0711 – evaluate your freedom accurately and expand it by acting upon it

Why is it so hard for me to just sleep early? I keep thinking that night time is for… something. What is night time for? Night time is private time, night time is personal time, the witching hour when the world goes away and leaves me alone. Night time is when I get to be myself. Maybe that’s what I’m subconsciously afraid of sacrificing if I sleep early. I get worried that I won’t have any time to myself. I need to learn to trust myself. I need to learn to earn my own trust. And earning my own trust means promising myself that I will have time to myself, even if it’s not at night. I’m not a child anymore. I’m not a salaried employee anymore. I am the only person responsible for myself now. I’m married, so I have a wife in the picture, but we are each ultimately individuals who are capable of making our own decisions and are willing to support each other on our respective quests and journeys. My wife will be okay with me sleeping early, with me taking time for myself, as long as I am clear that she is also a priority for me, that our marriage is also important to me, and that we will get quality time together.

So we get around to dealing with schedules. I’ve been afraid of schedules for as long as I can remember. I hated timetables as a child, I hated going to school, waking up in the morning, bedtime, lunchtime, any sort of designated time. I have to teach myself that what I hated wasn’t the very idea of scheduling, but what those schedules represented – other people having power over me, controlling me, regulating me.

What I need to see is… I’ve said this before… in the absence of self-regulation, I am being regulated by my appetites.

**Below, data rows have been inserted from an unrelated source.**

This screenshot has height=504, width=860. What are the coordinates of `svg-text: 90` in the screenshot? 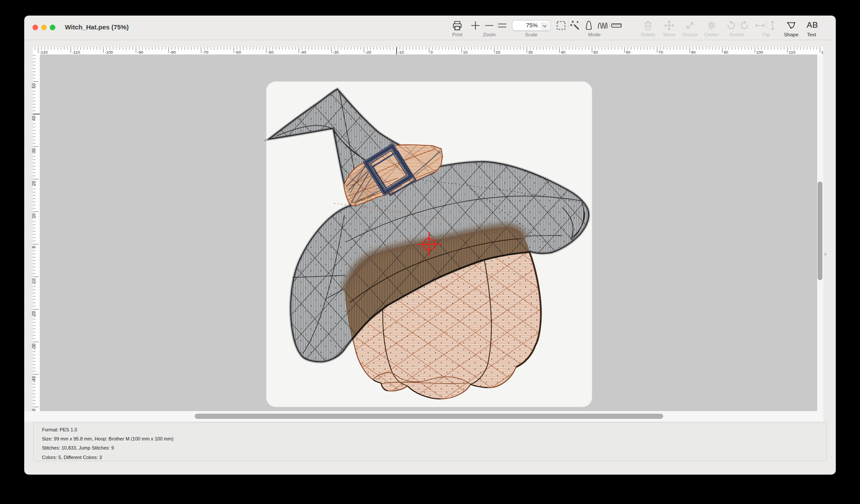 It's located at (726, 52).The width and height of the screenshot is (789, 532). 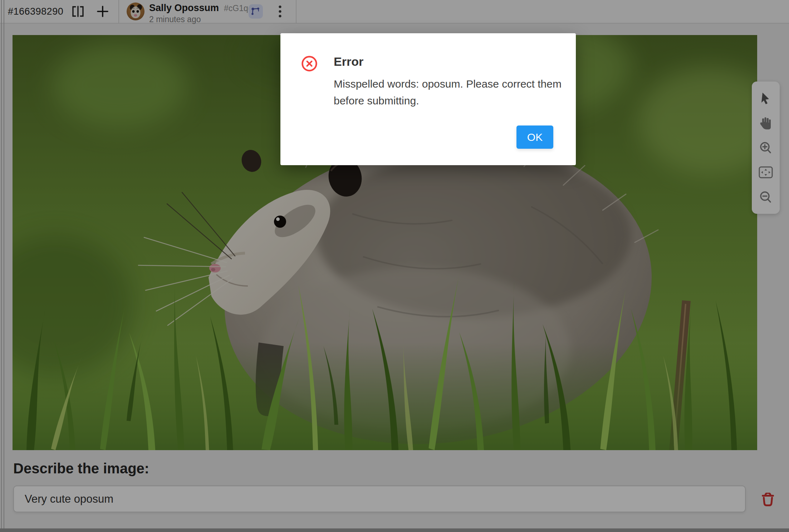 I want to click on error-circle-x-icon, so click(x=309, y=64). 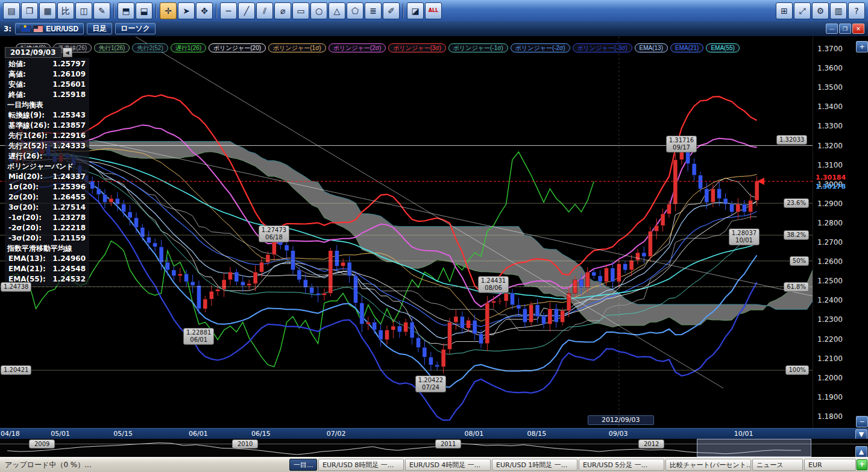 What do you see at coordinates (47, 172) in the screenshot?
I see `tooltip-body: 始値:1.25797高値:1.26109安値:1.25601終値:1.25918…` at bounding box center [47, 172].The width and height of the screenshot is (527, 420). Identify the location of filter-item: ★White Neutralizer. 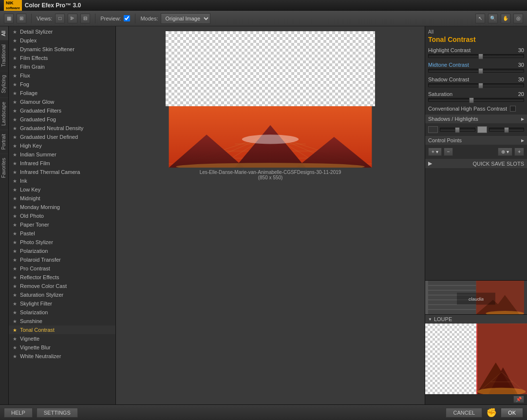
(62, 356).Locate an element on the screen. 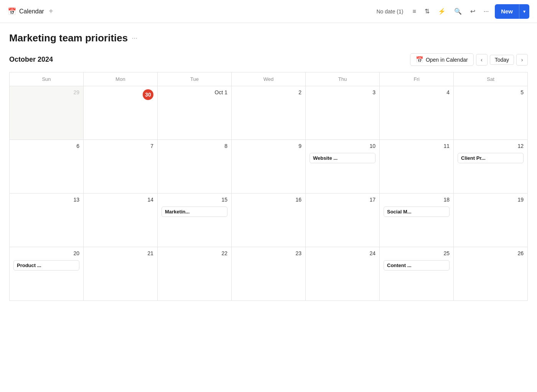 The width and height of the screenshot is (537, 392). weekday-wed: Wed is located at coordinates (268, 79).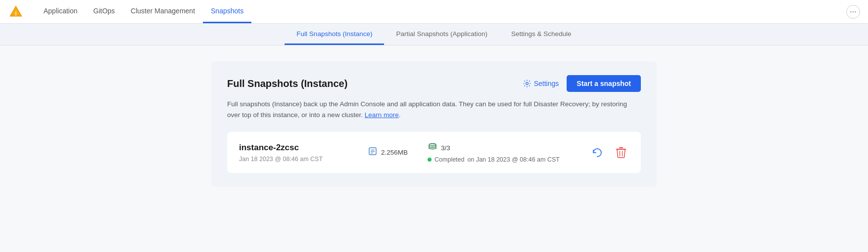 The image size is (868, 252). I want to click on top-nav: ! Application GitOps Cluster Management …, so click(434, 12).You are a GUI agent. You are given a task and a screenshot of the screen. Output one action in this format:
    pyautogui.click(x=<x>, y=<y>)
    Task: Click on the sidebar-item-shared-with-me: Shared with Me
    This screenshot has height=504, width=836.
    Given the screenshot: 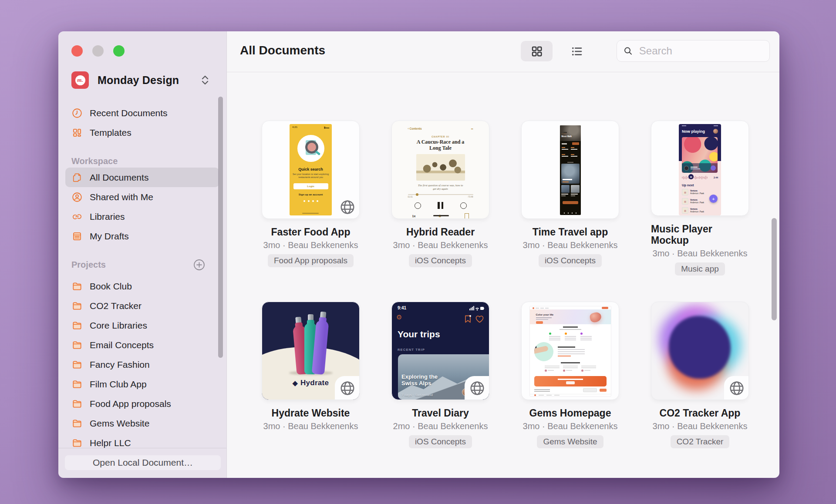 What is the action you would take?
    pyautogui.click(x=139, y=197)
    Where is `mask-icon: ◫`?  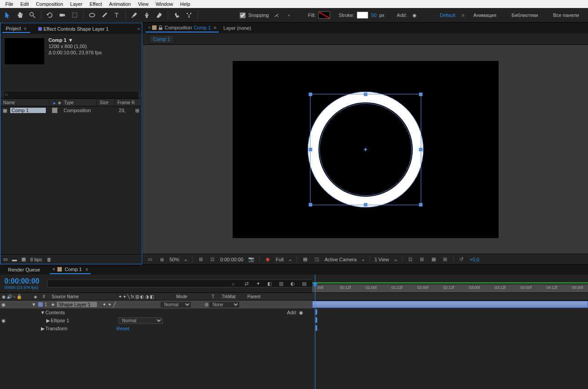
mask-icon: ◫ is located at coordinates (317, 259).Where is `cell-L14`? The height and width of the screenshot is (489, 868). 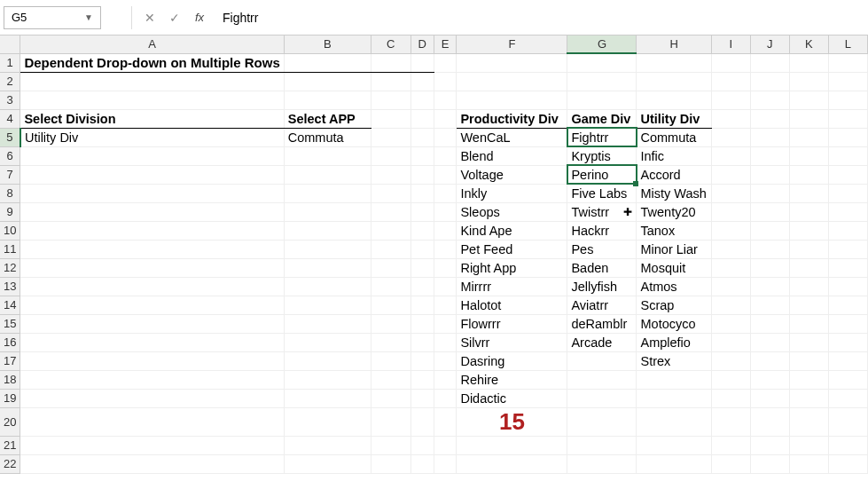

I am being regulated by my impulses. In the absence of a self-directed schedule, all time becomes scheduled as “do whatever fuckall” time, which is not actually a great time for longer than a certain period. (A few days most of the time, a few weeks after a long period of work or school or some other regulated period of time). It’s now been a few weeks since I had any sort of official or proper schedule. And so I’ve been running on my old “you’re free to do fuckall” schedule, which I last used when I was about 21 years old – staying up late on the internet, just generally flaffing about. That was also more or less what I did when I was about 17 or 18, hanging out with friends after school, drinking milo and smoking cigarettes.

I am here now. I am at the stage of my life that I was always hoping for when I was a child. This is it. I have “arrived”. Of course, now that I’m here I can see all sorts of things down the road that I didn’t even think to consider when I was a child. When I was a child I just wanted to escape from child-jail. I have escaped now, mostly (though some old habits still remain and need dismantling). Now that I’m in the free world, there are new concerns. New challenges. This is okay. This is good. I am stronger psychologically and emotionally than I’ve ever been. Physically, in pretty decent shape – I’m going to start working out again and get into the best shape of my life. I have that opportunity now. I no longer need to worry about external deadlines that I did not choose. I have more freedom now than I’ve ever had. It’s still not “perfect freedom” – I still have financial concerns, I worry about my parents, my siblings, and hypothetical kids I don’t have. But it’s a lot of freedom, relative to anything I’ve known before this.

I underestimate and undervalue my freedom. I would like to change this. I would like to estimate and value my freedom properly. How do you do that? I think you have to start from first principles. What are your options? What can you do? Pretend that anything is possible, everything is permissible, everything is achievable. Start there. Start making a list of things of fantasies, wishes. (I find myself thinking now that now would be a good time to re-read Ray Dalio’s principles.) The important thing about this process is that you don’t preemptively censor things that seem crazy or outrageous. Just list all of them out. Do them privately, even more privately than in this word vomit. Do it with the absolute sense that nobody is ever allowed to look at them except yourself. Once you have listed the most extreme things, break them down into projects. What is the path from where I am to there? What are the intermediate states along those paths, and which of those are achievable given my current level of freedom?

The important thing is to balance the vision – which should be lofty, inspiring, exciting, crazy – with concrete, achievable action in the immediate and near term. I am free to complete this word vomit project and it would feel great to do it. What does that look like? How quickly can I do it? This is the second vomit that I’m writing and publishing today. I have 290 word vomits left to go. What’s the maximum number that I can do in a day? The most I’ve done in a day is somewhere between 10 and 15, I believe. I would like to write the memoirs of my life. How much can I do? There’s the upper limit and the lower limit. I’m doing 2 vomits today. Can I do another one when I get home from some errands later? Can I do 3 in a day? I’ve done that before, but can I do it again? Can I do 4 the next day? How quickly can I get to a cadence that achieves 1,000? And once that’s done, what’s next? What essays could/should I be publishing in the public domain?

It’s time to start thinking and executing on this.